|
Minimally Invasive Back Surgery Helps Speed Recovery Time
Christopher E. Wolfla, MDMedical College of Wisconsin Neurosurgeon; spine specialist; Named one of the Best Doctors in America 2005® by Best Doctors Inc.
Back surgery can be one of medicine’s most beneficial operations, as it can dramatically improve a patient’s quality of life. Minimally invasive back surgery at Froedtert & the Medical College of Wisconsin puts that quality-of-life improvement in reach with less trauma and shorter recovery time than patients experienced in the past.
Q: What is minimally invasive back surgery?It’s a way of doing a surgery that doesn’t do so as much damage to the surrounding tissue as occurred the way we used to do things. We used to make a bigger incision and go down through the muscles, taking the muscles off the bone to get where we were going. A lot of that was unnecessary. With this surgery we make a very small incision, about three-quarters of an inch long, and basically spread the muscles instead of cutting them to get to where we’re going.
The beauty of it is that you can do the same operation with less damage to the surrounding tissue, less blood loss, less scarring and shorter hospital stays. The patients get up faster, they get around faster, they heal faster, and their pain goes away faster. It probably cuts off a third to a half of the recovery time, making it two to three weeks instead of four to six.
Q: What conditions do you use it for?The most common thing we treat with this is herniated discs, which is one of the most frequent operations that we do. We can treat certain kinds of spinal stenosis, or narrowing of the spinal canal, with this technique. We can do some spinal fusions of the vertebrae, for disc degeneration and other conditions. We can also remove certain kinds of tumors, and we can do biopsies. It’s a very adaptable technique.
Q: And the tools you use for the procedure?We use a microscope that focuses down into the nerves and gives you stereoptic vision with excellent light, or an endoscope that goes down into the patient. We use small instruments that are specially made for the job. They often have handles that are bent so they don’t get in your way and you can see down this long narrow tube to do your operation.
Q: What is the history of the technique?Twenty years ago, people used to take out gallbladders using a great big incision. In the 1980s people started removing gallbladders laparoscopically — meaning doing it through some sort of a camera device. And a lot of the technology used in that was adapted to do minimally invasive spine surgery.
We use a microscope because it gives us a much better view than a camera. When you use a camera you see it on a TV screen, so it’s only two-dimensional. But a microscope gives us three-dimensional vision, and we have depth perception, which is very important in spine surgery.
The technique is becoming widespread. I would predict that in another two years 90 percent of back surgeries will be minimally invasive.
Q: What are the drawbacks of this surgery?There are limits to what you can do right now with minimally invasive techniques. If you’re doing multi-level fusion — fusing more than two vertebrae — it becomes quite difficult to do minimally invasive. And there are cases where you would want more exposure and be able to see more. For example, certain tumors, birth defects and fractures are not well-treated this way. The technology is changing rapidly, though.
Q: And what do you see on the immediate horizon for this technology? One of the things on the horizon is minimally invasive surgery for the cervical spine — the seven vertebrae beginning at the base of the skull. Also for trauma and for more complicated fusion and stenosis cases. It’s going to be awhile before that last one is going to be reasonable but it won’t be forever.
Q: Who should consider the procedure?I think that anyone who’s considering back surgery needs to seriously consider having it done in a minimally invasive way. If it is appropriate for your condition, there’s no real reason not to.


→ WHAT THIS TASK INVOLVES:
Go over the entries and report the lines where the word "Usage" occurs.

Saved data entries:
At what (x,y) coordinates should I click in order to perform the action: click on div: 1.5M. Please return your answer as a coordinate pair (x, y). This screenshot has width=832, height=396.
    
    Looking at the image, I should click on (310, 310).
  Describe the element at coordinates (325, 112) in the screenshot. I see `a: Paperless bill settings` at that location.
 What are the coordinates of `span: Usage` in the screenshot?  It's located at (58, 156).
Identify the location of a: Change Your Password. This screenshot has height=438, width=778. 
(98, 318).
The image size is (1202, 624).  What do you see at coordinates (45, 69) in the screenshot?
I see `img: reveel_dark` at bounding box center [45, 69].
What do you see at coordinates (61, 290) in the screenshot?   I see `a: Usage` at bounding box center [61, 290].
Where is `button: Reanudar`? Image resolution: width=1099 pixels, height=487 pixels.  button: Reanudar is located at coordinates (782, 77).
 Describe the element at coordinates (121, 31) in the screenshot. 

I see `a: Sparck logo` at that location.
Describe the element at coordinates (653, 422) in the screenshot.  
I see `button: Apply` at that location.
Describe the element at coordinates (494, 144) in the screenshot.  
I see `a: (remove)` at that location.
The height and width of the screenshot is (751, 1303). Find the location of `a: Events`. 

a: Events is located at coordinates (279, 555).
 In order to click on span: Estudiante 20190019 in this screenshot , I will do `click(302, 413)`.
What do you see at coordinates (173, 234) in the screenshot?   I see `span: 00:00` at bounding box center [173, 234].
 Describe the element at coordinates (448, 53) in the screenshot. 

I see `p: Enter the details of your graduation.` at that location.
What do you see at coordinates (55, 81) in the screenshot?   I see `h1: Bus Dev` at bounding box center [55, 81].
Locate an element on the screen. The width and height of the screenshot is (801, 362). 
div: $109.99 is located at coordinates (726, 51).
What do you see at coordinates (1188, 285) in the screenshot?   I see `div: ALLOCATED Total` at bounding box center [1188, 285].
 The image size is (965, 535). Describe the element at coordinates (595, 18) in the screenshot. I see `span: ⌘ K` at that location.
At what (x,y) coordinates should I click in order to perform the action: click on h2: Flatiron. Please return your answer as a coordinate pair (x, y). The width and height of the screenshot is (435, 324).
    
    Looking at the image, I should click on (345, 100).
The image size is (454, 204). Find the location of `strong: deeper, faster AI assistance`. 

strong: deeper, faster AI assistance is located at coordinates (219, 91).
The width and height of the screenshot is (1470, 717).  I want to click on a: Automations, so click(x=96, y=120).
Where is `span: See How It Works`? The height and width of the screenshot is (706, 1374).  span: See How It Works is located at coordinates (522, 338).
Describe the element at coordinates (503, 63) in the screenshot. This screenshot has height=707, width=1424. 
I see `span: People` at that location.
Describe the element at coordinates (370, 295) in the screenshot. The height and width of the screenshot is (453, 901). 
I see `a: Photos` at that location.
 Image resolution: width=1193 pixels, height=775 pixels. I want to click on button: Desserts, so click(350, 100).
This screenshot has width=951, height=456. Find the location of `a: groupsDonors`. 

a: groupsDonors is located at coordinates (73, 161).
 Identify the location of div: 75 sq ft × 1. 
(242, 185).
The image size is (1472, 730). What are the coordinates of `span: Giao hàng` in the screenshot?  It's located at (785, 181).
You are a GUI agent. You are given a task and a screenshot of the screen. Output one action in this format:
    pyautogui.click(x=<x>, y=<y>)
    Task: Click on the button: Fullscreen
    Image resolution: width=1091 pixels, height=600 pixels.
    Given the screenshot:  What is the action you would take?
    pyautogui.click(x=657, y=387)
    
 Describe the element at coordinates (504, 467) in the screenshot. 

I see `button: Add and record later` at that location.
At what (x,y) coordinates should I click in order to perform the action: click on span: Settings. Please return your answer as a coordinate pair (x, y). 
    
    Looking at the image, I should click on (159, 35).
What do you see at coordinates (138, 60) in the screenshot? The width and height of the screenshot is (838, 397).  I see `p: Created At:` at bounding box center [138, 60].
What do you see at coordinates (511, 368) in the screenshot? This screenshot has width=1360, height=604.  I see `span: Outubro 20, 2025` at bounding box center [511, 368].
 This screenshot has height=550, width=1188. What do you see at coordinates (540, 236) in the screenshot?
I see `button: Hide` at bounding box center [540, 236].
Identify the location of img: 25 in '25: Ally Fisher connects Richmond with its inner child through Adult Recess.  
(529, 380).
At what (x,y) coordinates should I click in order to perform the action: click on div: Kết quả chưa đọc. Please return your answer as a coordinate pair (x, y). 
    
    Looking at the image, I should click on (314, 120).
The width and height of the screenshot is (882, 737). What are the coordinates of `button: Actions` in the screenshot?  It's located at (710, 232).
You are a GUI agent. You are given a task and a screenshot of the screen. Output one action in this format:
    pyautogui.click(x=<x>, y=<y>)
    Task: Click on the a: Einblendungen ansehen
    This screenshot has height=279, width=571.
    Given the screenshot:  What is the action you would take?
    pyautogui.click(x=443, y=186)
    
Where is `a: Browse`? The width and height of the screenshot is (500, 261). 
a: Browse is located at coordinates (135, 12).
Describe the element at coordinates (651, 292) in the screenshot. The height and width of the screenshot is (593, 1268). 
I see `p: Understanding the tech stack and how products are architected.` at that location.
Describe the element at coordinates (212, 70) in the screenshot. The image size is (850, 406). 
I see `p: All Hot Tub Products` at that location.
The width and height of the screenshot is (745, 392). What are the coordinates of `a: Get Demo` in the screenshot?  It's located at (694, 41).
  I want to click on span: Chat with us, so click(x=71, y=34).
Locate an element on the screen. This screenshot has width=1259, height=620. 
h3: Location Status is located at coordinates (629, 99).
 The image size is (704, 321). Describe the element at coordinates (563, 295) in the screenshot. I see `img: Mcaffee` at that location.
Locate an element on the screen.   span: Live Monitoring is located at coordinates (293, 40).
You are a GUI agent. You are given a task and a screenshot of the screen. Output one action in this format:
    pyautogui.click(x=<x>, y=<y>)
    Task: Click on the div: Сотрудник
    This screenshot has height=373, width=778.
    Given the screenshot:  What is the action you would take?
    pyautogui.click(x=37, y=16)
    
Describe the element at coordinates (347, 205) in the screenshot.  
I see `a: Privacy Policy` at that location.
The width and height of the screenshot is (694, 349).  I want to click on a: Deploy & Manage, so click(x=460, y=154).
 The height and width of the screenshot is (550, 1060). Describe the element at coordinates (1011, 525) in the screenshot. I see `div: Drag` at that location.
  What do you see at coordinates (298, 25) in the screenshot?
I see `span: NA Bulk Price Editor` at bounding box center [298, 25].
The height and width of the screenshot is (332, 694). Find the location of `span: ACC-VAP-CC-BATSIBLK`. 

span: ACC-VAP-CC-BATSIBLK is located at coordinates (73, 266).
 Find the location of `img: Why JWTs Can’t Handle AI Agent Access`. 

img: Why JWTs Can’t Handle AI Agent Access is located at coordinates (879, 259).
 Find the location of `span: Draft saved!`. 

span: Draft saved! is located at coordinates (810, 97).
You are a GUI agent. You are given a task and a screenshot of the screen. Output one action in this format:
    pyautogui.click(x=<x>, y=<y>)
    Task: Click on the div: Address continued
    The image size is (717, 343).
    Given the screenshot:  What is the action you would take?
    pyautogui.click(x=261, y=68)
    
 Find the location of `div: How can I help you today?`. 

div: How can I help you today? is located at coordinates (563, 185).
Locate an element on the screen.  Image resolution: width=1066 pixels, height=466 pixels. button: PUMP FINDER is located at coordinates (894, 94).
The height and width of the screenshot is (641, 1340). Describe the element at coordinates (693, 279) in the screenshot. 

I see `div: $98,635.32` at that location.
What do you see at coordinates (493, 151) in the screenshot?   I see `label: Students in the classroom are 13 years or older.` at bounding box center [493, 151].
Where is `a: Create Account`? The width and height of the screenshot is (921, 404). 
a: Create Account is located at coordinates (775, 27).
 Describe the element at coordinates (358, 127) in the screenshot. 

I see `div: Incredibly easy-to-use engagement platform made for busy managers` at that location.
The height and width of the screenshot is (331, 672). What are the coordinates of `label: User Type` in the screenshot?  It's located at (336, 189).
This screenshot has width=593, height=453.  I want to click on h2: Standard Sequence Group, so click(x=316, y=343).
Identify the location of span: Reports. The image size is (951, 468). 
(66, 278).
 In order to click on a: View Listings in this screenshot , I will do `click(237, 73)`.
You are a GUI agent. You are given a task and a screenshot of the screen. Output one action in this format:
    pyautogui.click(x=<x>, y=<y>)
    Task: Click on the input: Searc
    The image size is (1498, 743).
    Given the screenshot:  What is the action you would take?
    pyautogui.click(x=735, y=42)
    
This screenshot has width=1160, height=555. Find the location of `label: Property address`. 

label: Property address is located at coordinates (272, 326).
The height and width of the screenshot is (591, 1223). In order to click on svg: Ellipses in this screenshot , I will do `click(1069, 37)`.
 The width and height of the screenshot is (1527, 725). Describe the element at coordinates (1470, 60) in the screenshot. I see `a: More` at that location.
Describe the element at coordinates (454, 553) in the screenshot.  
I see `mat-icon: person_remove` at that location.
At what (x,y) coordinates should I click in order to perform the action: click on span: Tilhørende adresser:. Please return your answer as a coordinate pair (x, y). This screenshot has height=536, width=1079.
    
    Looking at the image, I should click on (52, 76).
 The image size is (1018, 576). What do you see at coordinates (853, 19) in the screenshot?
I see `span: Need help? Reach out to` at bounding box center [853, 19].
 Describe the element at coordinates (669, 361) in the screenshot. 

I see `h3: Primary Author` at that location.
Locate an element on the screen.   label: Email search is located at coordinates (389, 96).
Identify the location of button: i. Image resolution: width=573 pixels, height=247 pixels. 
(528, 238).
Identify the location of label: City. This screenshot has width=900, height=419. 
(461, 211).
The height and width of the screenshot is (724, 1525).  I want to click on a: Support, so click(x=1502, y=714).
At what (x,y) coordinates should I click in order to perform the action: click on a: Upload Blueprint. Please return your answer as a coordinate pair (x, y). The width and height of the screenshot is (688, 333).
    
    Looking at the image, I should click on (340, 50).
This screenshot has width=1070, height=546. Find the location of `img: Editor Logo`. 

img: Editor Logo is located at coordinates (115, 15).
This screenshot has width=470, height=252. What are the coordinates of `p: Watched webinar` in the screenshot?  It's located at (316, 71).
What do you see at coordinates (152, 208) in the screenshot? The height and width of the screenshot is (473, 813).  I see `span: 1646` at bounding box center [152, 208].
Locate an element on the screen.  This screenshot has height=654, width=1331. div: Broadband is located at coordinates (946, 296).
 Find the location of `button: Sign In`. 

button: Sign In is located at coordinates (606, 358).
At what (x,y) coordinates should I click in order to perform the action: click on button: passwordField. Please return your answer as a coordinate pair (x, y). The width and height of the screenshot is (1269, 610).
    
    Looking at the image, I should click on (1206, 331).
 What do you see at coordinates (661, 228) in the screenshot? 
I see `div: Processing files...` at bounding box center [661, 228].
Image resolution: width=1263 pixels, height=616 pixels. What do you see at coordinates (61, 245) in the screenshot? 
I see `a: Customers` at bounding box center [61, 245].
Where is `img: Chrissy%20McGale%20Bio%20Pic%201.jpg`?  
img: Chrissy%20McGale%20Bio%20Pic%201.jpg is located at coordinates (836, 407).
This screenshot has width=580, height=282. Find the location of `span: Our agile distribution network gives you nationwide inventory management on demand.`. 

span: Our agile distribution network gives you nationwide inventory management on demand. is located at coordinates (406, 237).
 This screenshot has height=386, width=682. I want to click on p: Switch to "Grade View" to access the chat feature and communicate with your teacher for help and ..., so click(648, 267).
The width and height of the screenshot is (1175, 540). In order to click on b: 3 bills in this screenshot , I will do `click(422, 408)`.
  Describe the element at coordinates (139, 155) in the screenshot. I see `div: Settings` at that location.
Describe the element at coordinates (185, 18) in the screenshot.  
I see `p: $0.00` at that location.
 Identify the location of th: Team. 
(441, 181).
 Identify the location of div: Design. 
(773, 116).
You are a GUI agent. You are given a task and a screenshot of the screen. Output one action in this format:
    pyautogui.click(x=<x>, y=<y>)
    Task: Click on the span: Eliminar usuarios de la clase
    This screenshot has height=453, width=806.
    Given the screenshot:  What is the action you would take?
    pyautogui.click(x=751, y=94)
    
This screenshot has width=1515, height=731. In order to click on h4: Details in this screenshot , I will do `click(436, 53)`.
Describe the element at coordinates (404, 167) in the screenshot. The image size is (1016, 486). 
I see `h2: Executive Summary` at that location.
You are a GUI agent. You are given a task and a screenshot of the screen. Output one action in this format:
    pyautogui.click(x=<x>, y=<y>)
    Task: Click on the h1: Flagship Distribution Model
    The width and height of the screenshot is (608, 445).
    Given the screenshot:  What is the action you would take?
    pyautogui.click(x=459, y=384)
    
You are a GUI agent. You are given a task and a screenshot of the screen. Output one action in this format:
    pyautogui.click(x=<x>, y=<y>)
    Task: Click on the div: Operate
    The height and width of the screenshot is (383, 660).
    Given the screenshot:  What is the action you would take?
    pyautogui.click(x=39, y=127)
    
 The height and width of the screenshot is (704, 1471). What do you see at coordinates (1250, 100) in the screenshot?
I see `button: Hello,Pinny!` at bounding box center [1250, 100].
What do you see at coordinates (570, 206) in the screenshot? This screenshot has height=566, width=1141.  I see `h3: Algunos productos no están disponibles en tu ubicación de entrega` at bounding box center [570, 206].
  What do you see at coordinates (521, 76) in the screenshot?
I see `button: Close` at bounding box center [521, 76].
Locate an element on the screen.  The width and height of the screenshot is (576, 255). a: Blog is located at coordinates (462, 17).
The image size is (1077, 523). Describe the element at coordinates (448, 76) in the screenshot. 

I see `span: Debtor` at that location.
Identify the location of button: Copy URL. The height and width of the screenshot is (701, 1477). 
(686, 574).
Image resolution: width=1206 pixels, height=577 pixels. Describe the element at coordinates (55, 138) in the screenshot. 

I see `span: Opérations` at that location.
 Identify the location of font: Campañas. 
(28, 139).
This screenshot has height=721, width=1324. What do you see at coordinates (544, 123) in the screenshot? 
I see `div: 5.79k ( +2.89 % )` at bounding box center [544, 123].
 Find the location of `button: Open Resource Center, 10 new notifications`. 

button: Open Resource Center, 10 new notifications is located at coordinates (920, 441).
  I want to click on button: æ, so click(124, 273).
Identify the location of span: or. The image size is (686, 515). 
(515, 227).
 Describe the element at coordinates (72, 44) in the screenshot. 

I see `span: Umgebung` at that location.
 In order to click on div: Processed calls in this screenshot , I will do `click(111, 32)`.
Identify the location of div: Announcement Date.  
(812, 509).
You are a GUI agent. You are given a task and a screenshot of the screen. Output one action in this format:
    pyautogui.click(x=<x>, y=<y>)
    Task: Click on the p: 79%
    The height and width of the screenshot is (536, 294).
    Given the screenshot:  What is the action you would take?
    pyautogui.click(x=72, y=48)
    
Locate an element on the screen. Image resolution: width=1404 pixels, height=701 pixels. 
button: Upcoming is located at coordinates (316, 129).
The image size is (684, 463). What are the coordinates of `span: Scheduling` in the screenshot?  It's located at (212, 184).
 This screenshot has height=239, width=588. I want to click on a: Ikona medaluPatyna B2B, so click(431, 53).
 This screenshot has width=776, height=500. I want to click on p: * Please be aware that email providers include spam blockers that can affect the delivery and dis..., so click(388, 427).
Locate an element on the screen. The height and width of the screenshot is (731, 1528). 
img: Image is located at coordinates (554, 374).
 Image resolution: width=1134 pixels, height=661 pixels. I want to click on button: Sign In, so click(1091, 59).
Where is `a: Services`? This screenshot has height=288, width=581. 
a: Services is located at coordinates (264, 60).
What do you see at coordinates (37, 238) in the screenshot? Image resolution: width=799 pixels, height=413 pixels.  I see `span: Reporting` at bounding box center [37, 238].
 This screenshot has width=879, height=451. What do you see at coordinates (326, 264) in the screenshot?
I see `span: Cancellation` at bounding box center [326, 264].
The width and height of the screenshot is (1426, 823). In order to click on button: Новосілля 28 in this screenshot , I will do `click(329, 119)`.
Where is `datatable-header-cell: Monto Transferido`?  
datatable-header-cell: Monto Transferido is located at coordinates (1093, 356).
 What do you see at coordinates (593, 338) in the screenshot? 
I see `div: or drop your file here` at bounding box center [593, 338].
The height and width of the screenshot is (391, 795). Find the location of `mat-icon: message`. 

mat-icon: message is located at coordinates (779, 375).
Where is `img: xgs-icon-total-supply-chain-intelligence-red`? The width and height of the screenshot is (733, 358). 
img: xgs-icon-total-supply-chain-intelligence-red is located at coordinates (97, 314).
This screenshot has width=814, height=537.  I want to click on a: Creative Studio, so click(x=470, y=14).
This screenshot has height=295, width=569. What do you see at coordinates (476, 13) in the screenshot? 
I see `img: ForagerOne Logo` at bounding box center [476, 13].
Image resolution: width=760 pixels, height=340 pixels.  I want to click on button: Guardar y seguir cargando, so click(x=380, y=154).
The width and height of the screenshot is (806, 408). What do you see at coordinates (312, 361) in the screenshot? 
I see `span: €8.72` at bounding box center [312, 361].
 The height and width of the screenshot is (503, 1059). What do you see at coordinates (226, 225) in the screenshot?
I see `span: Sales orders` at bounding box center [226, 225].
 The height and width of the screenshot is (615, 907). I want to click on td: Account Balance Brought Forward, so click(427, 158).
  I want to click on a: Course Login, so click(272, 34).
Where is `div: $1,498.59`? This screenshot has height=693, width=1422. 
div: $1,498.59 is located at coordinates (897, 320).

→ ANSWER:
 What are the coordinates of `span: Usage` in the screenshot?  It's located at (58, 156).
What do you see at coordinates (61, 290) in the screenshot?   I see `a: Usage` at bounding box center [61, 290].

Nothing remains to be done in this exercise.